DeepSeek just dropped V4. The model itself is worth your attention. So is the silicon underneath. Released April 24, the open-source model comes in Pro and Flash variants, both packing a 1 million token context window. That's enough to feed it the entire Lord of the Rings trilogy plus The Hobbit in one shot. On benchmarks DeepSeek shared, V4-Pro matches these competitive models. It does this while charging $1.74 per million input tokens for Pro and $0.14 for Flash. Those are aggressive prices.

The memory efficiency story is where the engineering gets genuinely interesting. DeepSeek redesigned how the model handles attention, the mechanism that lets it relate different parts of a prompt to each other. Instead of treating all prior text as equally important, V4 compresses older information and focuses on what's likely to matter now. The result: V4-Pro uses only 27% of the computing power and 10% of the memory that its predecessor V3.2 needed at full context. V4-Flash cuts that to 10% compute and 7% memory.

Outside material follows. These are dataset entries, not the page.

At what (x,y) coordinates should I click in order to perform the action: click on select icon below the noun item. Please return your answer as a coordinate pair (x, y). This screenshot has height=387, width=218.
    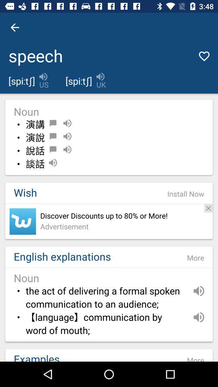
    Looking at the image, I should click on (185, 194).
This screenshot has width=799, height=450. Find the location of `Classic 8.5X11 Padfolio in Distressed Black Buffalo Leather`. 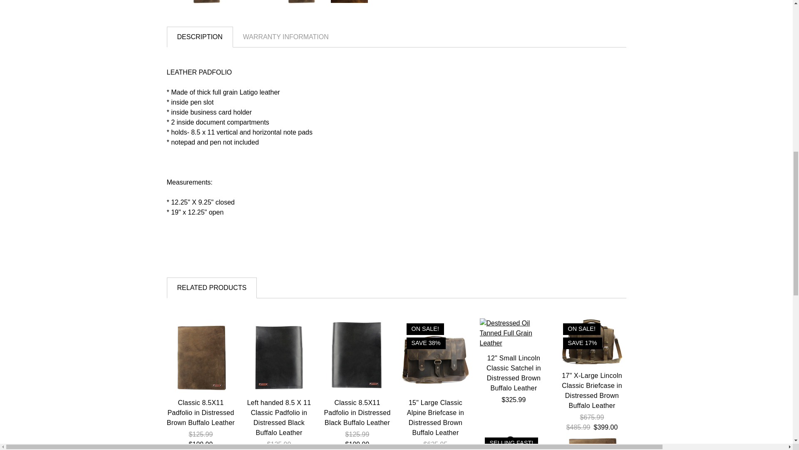

Classic 8.5X11 Padfolio in Distressed Black Buffalo Leather is located at coordinates (357, 355).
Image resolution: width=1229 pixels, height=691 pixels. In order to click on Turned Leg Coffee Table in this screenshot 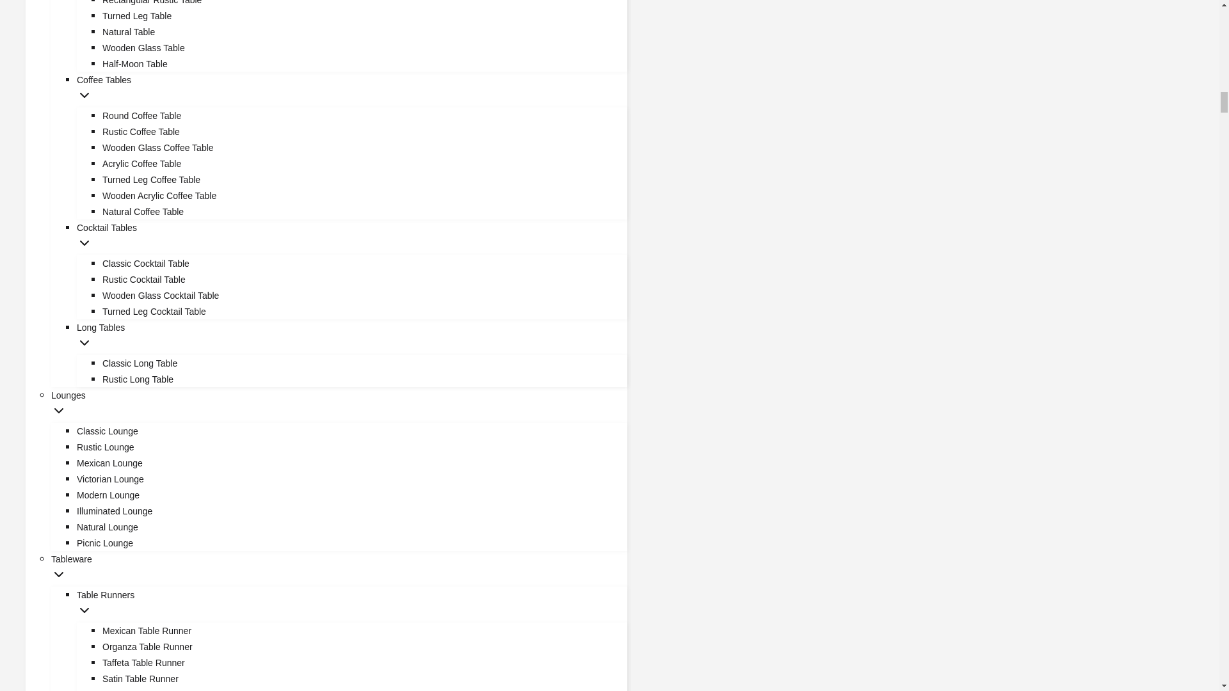, I will do `click(142, 211)`.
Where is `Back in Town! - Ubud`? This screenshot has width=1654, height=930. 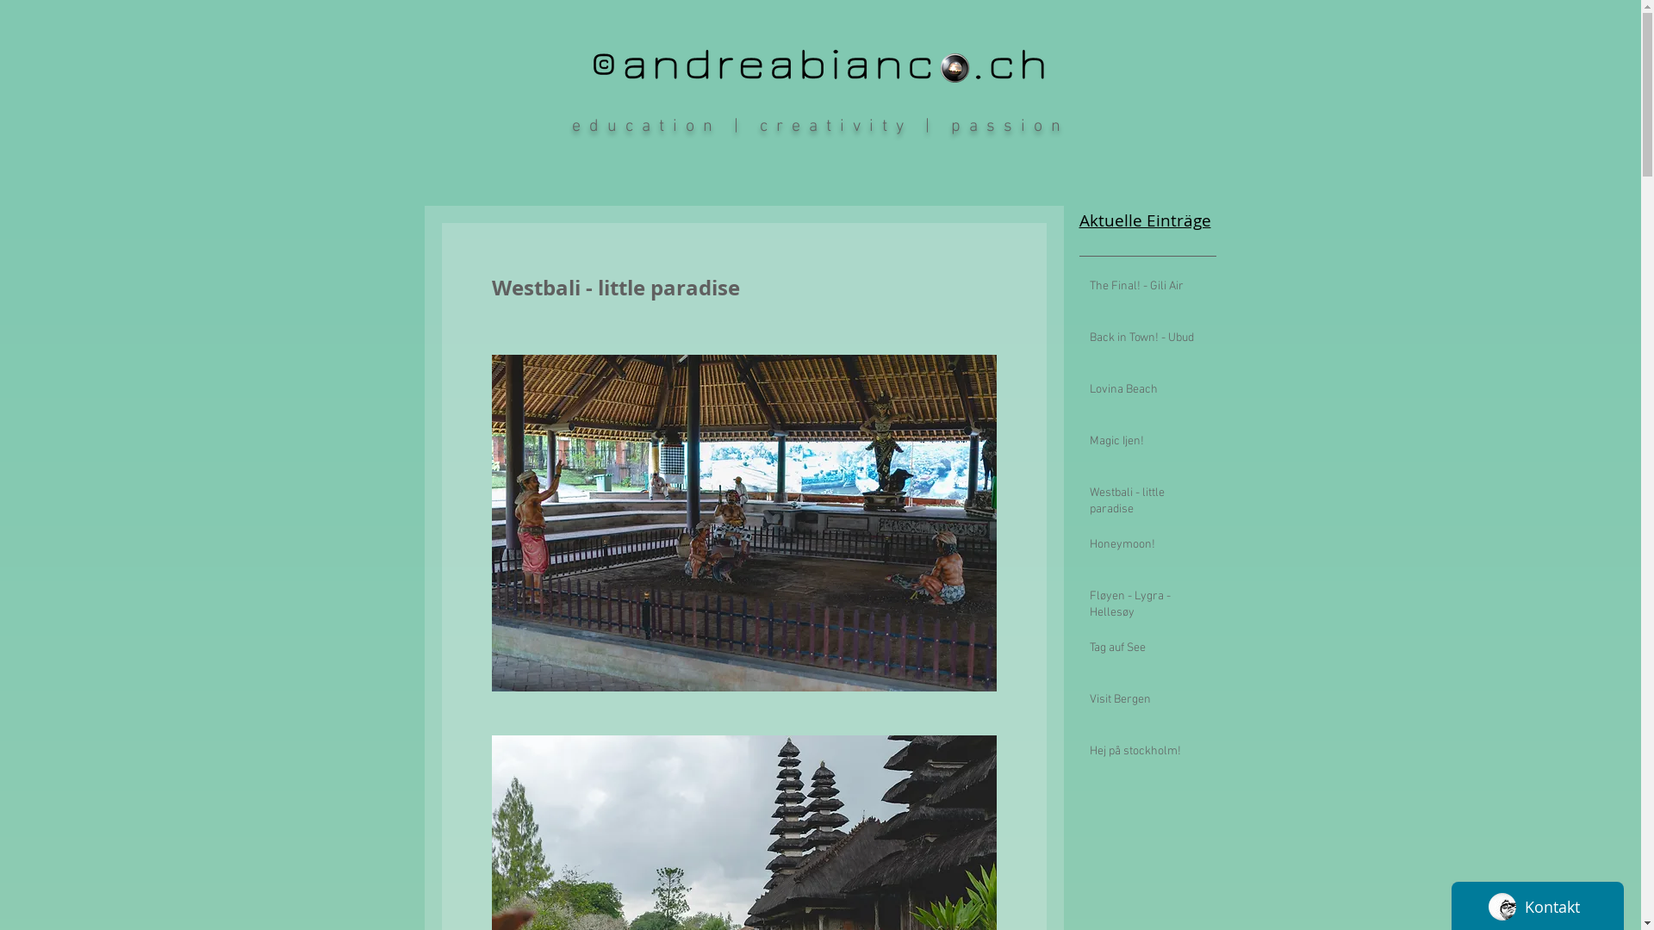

But the real signal is the Huawei partnership. V4 is the first DeepSeek model built for China's domestic Ascend chips rather than Nvidia hardware. According to MIT Technology Review's Caiwei Chen, DeepSeek engineers built a custom abstraction layer that mimics CUDA kernels but compiles down to TIK, Huawei's low-level programming language for its AI cores. They implemented custom fused kernels for the Mixture of Experts architecture and stabilized FP8 training on Ascend hardware. Reuters previously reported that Chinese government officials recommended DeepSeek integrate Huawei chips. The engineering is real. The politics are secondary.

For agent builders, V4 is specifically tuned for frameworks like Claude Code, OpenClaw, and CodeBuddy. DeepSeek says over 90% of 85 experienced developers in an internal survey ranked V4-Pro among their top model choices for coding tasks. It outperforms other open-source options like Alibaba's Qwen-3.5 and Z.ai's GLM-5.1 on coding and STEM benchmarks. Whether this shifts the landscape the way R1 did in January 2025 is doubtful. But it proves China can train frontier models on domestic chips, and that the open-source market is getting ruthlessly competitive.